Saturday, July 25, 2015

Unforgettable

There are many homilies that I remember.  From when I was discerning my vocation and participating at Saint Matthew’s Cathedral, there are several from Cardinal Hickey, and a few from Father Brainerd.  From my days in seminary, there are the good, the bad, and the ugly from the faculty – all of them good for a chuckle from my classmates.  From my time as a priest secretary in Rome, these two from Cardinal Ratzinger: his address to Pope Saint John Paul II upon the twenty-fifth anniversary of his pontificate, and his “dictatorship of relativism” talk from the Mass of the Holy Spirit before the 2005 Conclave that elected him to the Chair of Peter. 
But from much before that, I cannot point to very many homilies that have staying power, with one exception.  When I was a kid in Birmingham, going to Mass at Our Lady of Sorrows, we occasionally had the pleasure of a guest priest.  He was the abbot of the Benedictine monastery in Cullman, about forty minutes north of us.  Though I really did not know what a Benedictine monk was, I knew we called him Abbot Hilary, and I was always pleased when he came.  I liked his preaching and his manner of celebrating Mass, both of which he did with particular care and delight. 
This weekend we interrupt our year-long reading of the Gospel of Mark for a five-week detour into the Gospel of John.  We begin with the feeding of the multitude, picking up neatly from where Mark left us last week, but leading us where Mark did not choose to go: with Jesus to Capernaum, and the square in front of the synagogue there.  The throng that has been fed once seeks to be fed again, and Jesus responds by teaching them how, and what, He will feed them.

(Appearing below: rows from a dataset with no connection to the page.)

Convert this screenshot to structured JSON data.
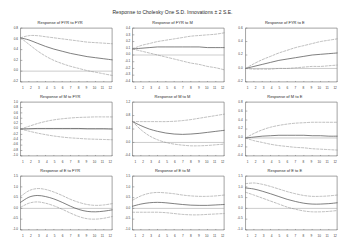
{
  "chart_data": {
    "type": "line",
    "title": "Response to Cholesky One S.D. Innovations ± 2 S.E.",
    "layout": {
      "rows": 3,
      "cols": 3
    },
    "xlabel": "",
    "ylabel": "",
    "x": [
      1,
      2,
      3,
      4,
      5,
      6,
      7,
      8,
      9,
      10,
      11,
      12
    ],
    "xticks": [
      "1",
      "2",
      "3",
      "4",
      "5",
      "6",
      "7",
      "8",
      "9",
      "10",
      "11",
      "12"
    ],
    "grid": false,
    "legend": "none",
    "zero_line": true,
    "band_style": "dashed",
    "band_label": "±2 S.E.",
    "variables": [
      "FYR",
      "M",
      "E"
    ],
    "panels": [
      {
        "title": "Response of FYR to FYR",
        "impulse": "FYR",
        "response": "FYR",
        "ylim": [
          -0.2,
          0.8
        ],
        "yticks": [
          "0.8",
          "0.6",
          "0.4",
          "0.2",
          "0.0",
          "-0.2"
        ],
        "series": [
          {
            "name": "response",
            "values": [
              0.62,
              0.58,
              0.52,
              0.46,
              0.41,
              0.37,
              0.33,
              0.3,
              0.27,
              0.25,
              0.23,
              0.21
            ]
          },
          {
            "name": "upper",
            "values": [
              0.62,
              0.66,
              0.66,
              0.64,
              0.62,
              0.6,
              0.58,
              0.56,
              0.54,
              0.53,
              0.52,
              0.51
            ]
          },
          {
            "name": "lower",
            "values": [
              0.62,
              0.5,
              0.38,
              0.28,
              0.2,
              0.14,
              0.09,
              0.05,
              0.01,
              -0.02,
              -0.05,
              -0.08
            ]
          }
        ]
      },
      {
        "title": "Response of FYR to M",
        "impulse": "M",
        "response": "FYR",
        "ylim": [
          -0.4,
          0.4
        ],
        "yticks": [
          "0.4",
          "0.3",
          "0.2",
          "0.1",
          "0.0",
          "-0.1",
          "-0.2",
          "-0.3",
          "-0.4"
        ],
        "series": [
          {
            "name": "response",
            "values": [
              0.09,
              0.1,
              0.11,
              0.12,
              0.12,
              0.12,
              0.12,
              0.12,
              0.12,
              0.11,
              0.11,
              0.11
            ]
          },
          {
            "name": "upper",
            "values": [
              0.09,
              0.14,
              0.17,
              0.2,
              0.22,
              0.24,
              0.26,
              0.28,
              0.29,
              0.3,
              0.31,
              0.33
            ]
          },
          {
            "name": "lower",
            "values": [
              0.09,
              0.06,
              0.03,
              0.0,
              -0.03,
              -0.06,
              -0.09,
              -0.12,
              -0.14,
              -0.17,
              -0.19,
              -0.22
            ]
          }
        ]
      },
      {
        "title": "Response of FYR to E",
        "impulse": "E",
        "response": "FYR",
        "ylim": [
          -0.2,
          0.6
        ],
        "yticks": [
          "0.6",
          "0.4",
          "0.2",
          "0.0",
          "-0.2"
        ],
        "series": [
          {
            "name": "response",
            "values": [
              0.0,
              0.03,
              0.06,
              0.09,
              0.12,
              0.14,
              0.16,
              0.18,
              0.2,
              0.21,
              0.22,
              0.23
            ]
          },
          {
            "name": "upper",
            "values": [
              0.0,
              0.07,
              0.13,
              0.18,
              0.23,
              0.27,
              0.31,
              0.34,
              0.37,
              0.4,
              0.42,
              0.44
            ]
          },
          {
            "name": "lower",
            "values": [
              0.0,
              -0.01,
              -0.01,
              -0.01,
              0.0,
              0.0,
              0.01,
              0.02,
              0.03,
              0.03,
              0.04,
              0.05
            ]
          }
        ]
      },
      {
        "title": "Response of M to FYR",
        "impulse": "FYR",
        "response": "M",
        "ylim": [
          -1.0,
          1.0
        ],
        "yticks": [
          "1.0",
          "0.8",
          "0.6",
          "0.4",
          "0.2",
          "0.0",
          "-0.2",
          "-0.4",
          "-0.6",
          "-0.8",
          "-1.0"
        ],
        "series": [
          {
            "name": "response",
            "values": [
              0.0,
              0.01,
              0.02,
              0.02,
              0.02,
              0.02,
              0.02,
              0.02,
              0.01,
              0.01,
              0.01,
              0.0
            ]
          },
          {
            "name": "upper",
            "values": [
              0.0,
              0.1,
              0.2,
              0.28,
              0.34,
              0.38,
              0.41,
              0.43,
              0.44,
              0.45,
              0.45,
              0.45
            ]
          },
          {
            "name": "lower",
            "values": [
              0.0,
              -0.08,
              -0.15,
              -0.21,
              -0.26,
              -0.3,
              -0.33,
              -0.35,
              -0.37,
              -0.38,
              -0.39,
              -0.4
            ]
          }
        ]
      },
      {
        "title": "Response of M to M",
        "impulse": "M",
        "response": "M",
        "ylim": [
          -0.4,
          1.2
        ],
        "yticks": [
          "1.2",
          "0.8",
          "0.4",
          "0.0",
          "-0.4"
        ],
        "series": [
          {
            "name": "response",
            "values": [
              0.62,
              0.5,
              0.4,
              0.33,
              0.28,
              0.25,
              0.24,
              0.25,
              0.27,
              0.3,
              0.33,
              0.36
            ]
          },
          {
            "name": "upper",
            "values": [
              0.62,
              0.62,
              0.62,
              0.62,
              0.62,
              0.63,
              0.65,
              0.68,
              0.72,
              0.76,
              0.8,
              0.84
            ]
          },
          {
            "name": "lower",
            "values": [
              0.62,
              0.38,
              0.2,
              0.08,
              0.0,
              -0.05,
              -0.08,
              -0.1,
              -0.1,
              -0.09,
              -0.07,
              -0.05
            ]
          }
        ]
      },
      {
        "title": "Response of M to E",
        "impulse": "E",
        "response": "M",
        "ylim": [
          -0.4,
          0.8
        ],
        "yticks": [
          "0.8",
          "0.6",
          "0.4",
          "0.2",
          "0.0",
          "-0.2",
          "-0.4"
        ],
        "series": [
          {
            "name": "response",
            "values": [
              0.0,
              0.02,
              0.04,
              0.05,
              0.06,
              0.06,
              0.06,
              0.06,
              0.05,
              0.05,
              0.04,
              0.04
            ]
          },
          {
            "name": "upper",
            "values": [
              0.0,
              0.1,
              0.18,
              0.24,
              0.28,
              0.31,
              0.33,
              0.34,
              0.35,
              0.35,
              0.35,
              0.35
            ]
          },
          {
            "name": "lower",
            "values": [
              0.0,
              -0.06,
              -0.1,
              -0.14,
              -0.17,
              -0.19,
              -0.21,
              -0.22,
              -0.24,
              -0.25,
              -0.26,
              -0.27
            ]
          }
        ]
      },
      {
        "title": "Response of E to FYR",
        "impulse": "FYR",
        "response": "E",
        "ylim": [
          -1.0,
          1.5
        ],
        "yticks": [
          "1.5",
          "1.0",
          "0.5",
          "0.0",
          "-0.5",
          "-1.0"
        ],
        "series": [
          {
            "name": "response",
            "values": [
              0.28,
              0.52,
              0.6,
              0.55,
              0.44,
              0.28,
              0.1,
              -0.05,
              -0.14,
              -0.16,
              -0.13,
              -0.07
            ]
          },
          {
            "name": "upper",
            "values": [
              0.55,
              0.82,
              0.92,
              0.88,
              0.76,
              0.6,
              0.42,
              0.28,
              0.18,
              0.14,
              0.16,
              0.22
            ]
          },
          {
            "name": "lower",
            "values": [
              0.05,
              0.24,
              0.3,
              0.24,
              0.12,
              -0.04,
              -0.22,
              -0.38,
              -0.48,
              -0.5,
              -0.46,
              -0.38
            ]
          }
        ]
      },
      {
        "title": "Response of E to M",
        "impulse": "M",
        "response": "E",
        "ylim": [
          -1.0,
          1.5
        ],
        "yticks": [
          "1.5",
          "1.0",
          "0.5",
          "0.0",
          "-0.5",
          "-1.0"
        ],
        "series": [
          {
            "name": "response",
            "values": [
              0.1,
              0.2,
              0.26,
              0.28,
              0.26,
              0.22,
              0.18,
              0.15,
              0.14,
              0.14,
              0.16,
              0.18
            ]
          },
          {
            "name": "upper",
            "values": [
              0.38,
              0.58,
              0.7,
              0.74,
              0.72,
              0.68,
              0.62,
              0.58,
              0.56,
              0.56,
              0.58,
              0.62
            ]
          },
          {
            "name": "lower",
            "values": [
              -0.18,
              -0.18,
              -0.18,
              -0.18,
              -0.2,
              -0.24,
              -0.28,
              -0.3,
              -0.3,
              -0.28,
              -0.26,
              -0.24
            ]
          }
        ]
      },
      {
        "title": "Response of E to E",
        "impulse": "E",
        "response": "E",
        "ylim": [
          -1.0,
          1.5
        ],
        "yticks": [
          "1.5",
          "1.0",
          "0.5",
          "0.0",
          "-0.5",
          "-1.0"
        ],
        "series": [
          {
            "name": "response",
            "values": [
              0.95,
              0.9,
              0.8,
              0.68,
              0.55,
              0.42,
              0.32,
              0.24,
              0.2,
              0.2,
              0.22,
              0.26
            ]
          },
          {
            "name": "upper",
            "values": [
              1.15,
              1.18,
              1.12,
              1.02,
              0.9,
              0.78,
              0.68,
              0.6,
              0.56,
              0.56,
              0.58,
              0.62
            ]
          },
          {
            "name": "lower",
            "values": [
              0.75,
              0.62,
              0.48,
              0.34,
              0.2,
              0.06,
              -0.04,
              -0.12,
              -0.16,
              -0.16,
              -0.14,
              -0.1
            ]
          }
        ]
      }
    ]
  },
  "style": {
    "line_color": "#555555",
    "band_color": "#888888",
    "axis_color": "#666666",
    "zero_color": "#999999",
    "background": "#ffffff"
  }
}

It requires five Sundays to move through a single chapter, John Chapter Six, a Scriptural citation that should come easily to every Catholic, and every Christian for that matter.  It is the Eucharistic Discourse that John gives us in order to understand this mystery that is at the heart of the relationship and life that Jesus offers us.  The other Evangelists explain the Eucharist in the presentation of the Last Supper, where John focuses on the mandatum, the washing of the feet.  But there is no room to believe that he did not emphasize the Eucharist, and this chapter makes that clear.
What Jesus proposed in that square to that crowd was scandalous and repellent then, but to us has become so familiar that it might lose its meaning.  As Jesus directs the hungry crowd to hunger instead for what he will give them, we have a chance to hear the same invitation in our own circumstance.  In anger and disgust, many reject his offer and walk away, then and now.  He concludes with the poignant question, Do you also want to leave?  We hear Peter’s answer, but He stands waiting for ours.
The homily I remember from my youth is Abbot Hilary’s on the final portion of John Chapter Six, when Jesus poses to his listeners, and to us, this choice of how to respond to His offered Body and Blood.   The response that I chose led me to be in a position to propose the same choice to you.  Over these five weeks, you may or may not hear, much less ever recall, my preaching on this vital element in our Faith.  But do not let the words of the Holy Gospel reach your ears in vain, for it is what Jesus says to the multitude at Capernaum that should be one of the homilies that you remember.